The plaintiffs’ attorneys had to show a pattern of gross and systematic human rights violations and prove that the accused generals knew or should have known about the abuses and failed to prevent them. Although no reference was made to a previous U.S. trial in which the jury did not find the generals liable for the 1980 torture, rape and murder of four American Maryknoll nuns, that didn’t keep Karl from talking about why the state targeted religious workers.
“The Catholic Church taught that hunger, disease, infant mortality and other misfortunes were not the will of God—that you, as a peasant, could do something about it—and the church supported workers organizing themselves,” she says. “The church was also the single most important documenter of human rights abuses, particularly under [assassinated] Archbishop Romero.”
During her cross-examination, Karl says, there came a moment when “I turned and spoke to the generals, looking straight at them. It was my only chance to say something that I knew as a political scientist: ‘If you had stopped the torture in 1979 or ’80, and if you had treated the civilian population decently, you might have won the war.’”

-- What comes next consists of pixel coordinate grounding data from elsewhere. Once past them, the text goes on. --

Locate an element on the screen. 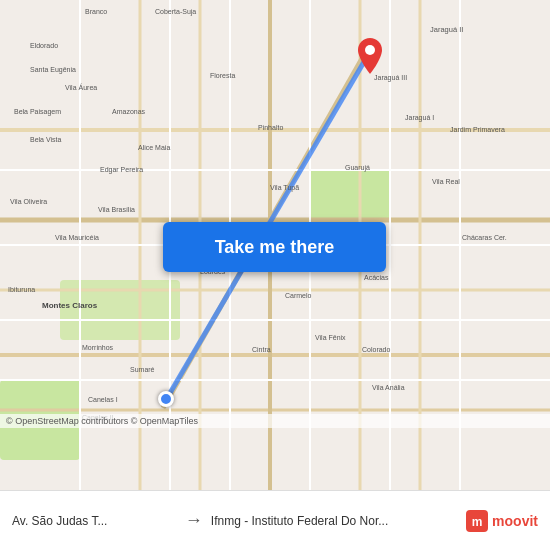 The height and width of the screenshot is (550, 550). svg-text: Vila Oliveira is located at coordinates (28, 202).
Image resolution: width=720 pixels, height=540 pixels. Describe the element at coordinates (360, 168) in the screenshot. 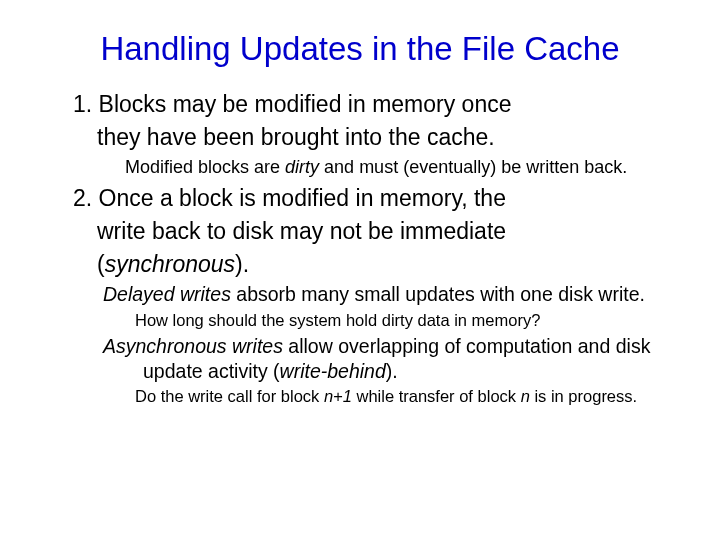

I see `point-1-sub: Modified blocks are dirty and must (even…` at that location.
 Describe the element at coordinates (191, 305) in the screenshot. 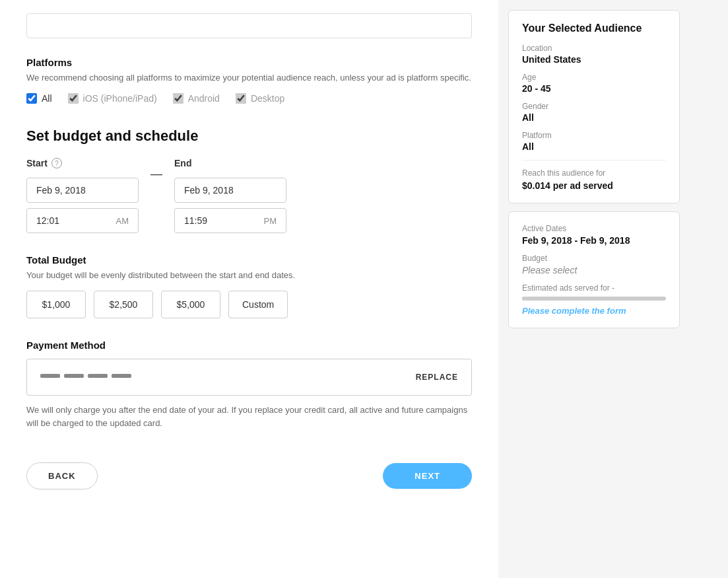

I see `budget-option-5000: $5,000` at that location.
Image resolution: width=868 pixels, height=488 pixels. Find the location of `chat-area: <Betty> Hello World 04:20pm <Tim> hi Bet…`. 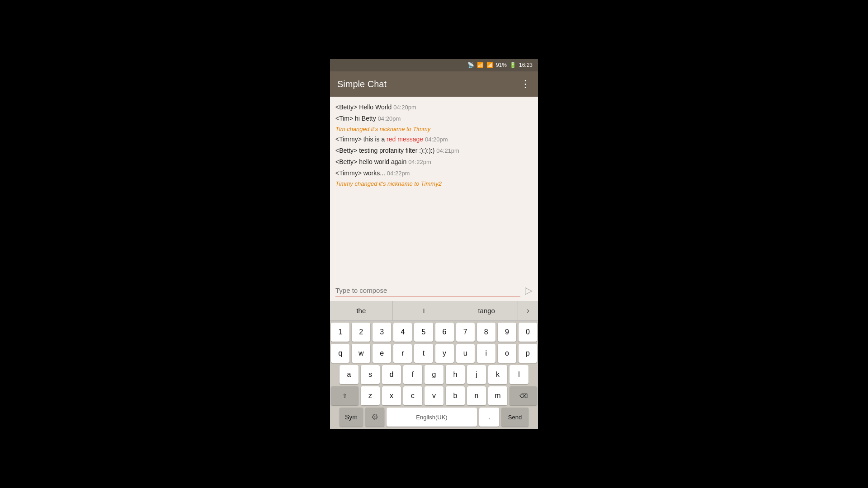

chat-area: <Betty> Hello World 04:20pm <Tim> hi Bet… is located at coordinates (434, 189).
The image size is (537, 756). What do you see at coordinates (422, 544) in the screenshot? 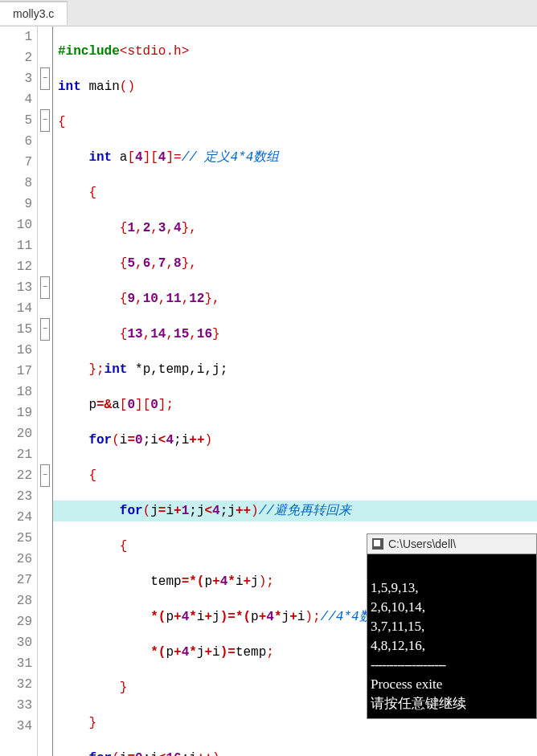
I see `console-title-text: C:\Users\dell\` at bounding box center [422, 544].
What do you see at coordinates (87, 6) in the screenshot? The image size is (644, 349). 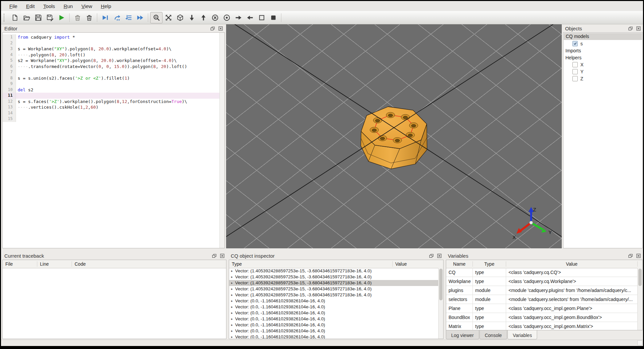 I see `menu-view: View` at bounding box center [87, 6].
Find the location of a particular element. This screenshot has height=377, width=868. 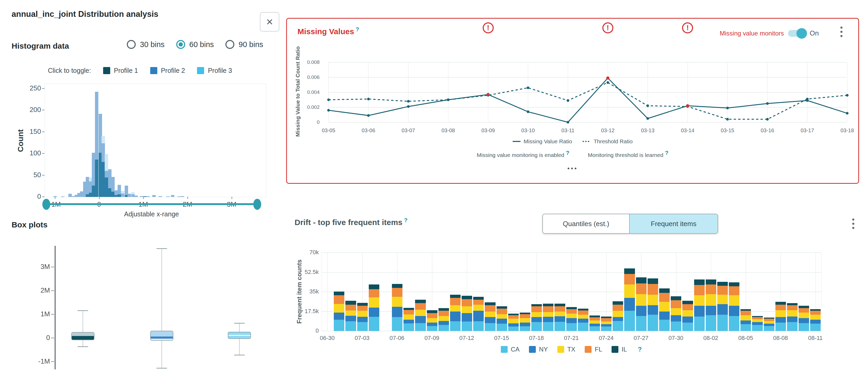

box-plots-chart: 3M2M1M0-1M is located at coordinates (145, 308).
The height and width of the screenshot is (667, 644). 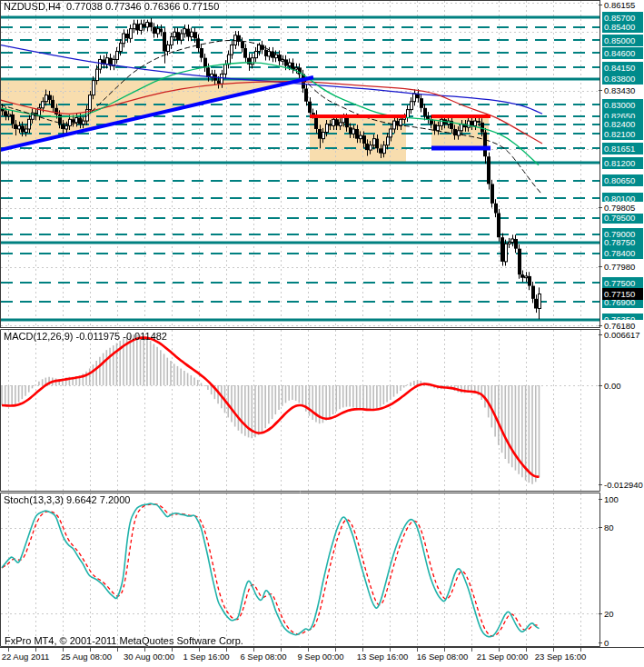 I want to click on time-axis-label: 6 Sep 08:00, so click(x=263, y=656).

The military in El Salvador had long argued that the threat of communism posed an overwhelming challenge to the nation. But Karl testified that she had traveled in the guerrilla zones and talked with youngsters on the front lines. “They weren’t reading Marx or Lenin,” she added. “They were 12 and 14 years old, they were uneducated, and they told me, ‘They killed my mother, they killed my brother, they raped my sister.’ That’s what made the guerrillas a real army—the repression.”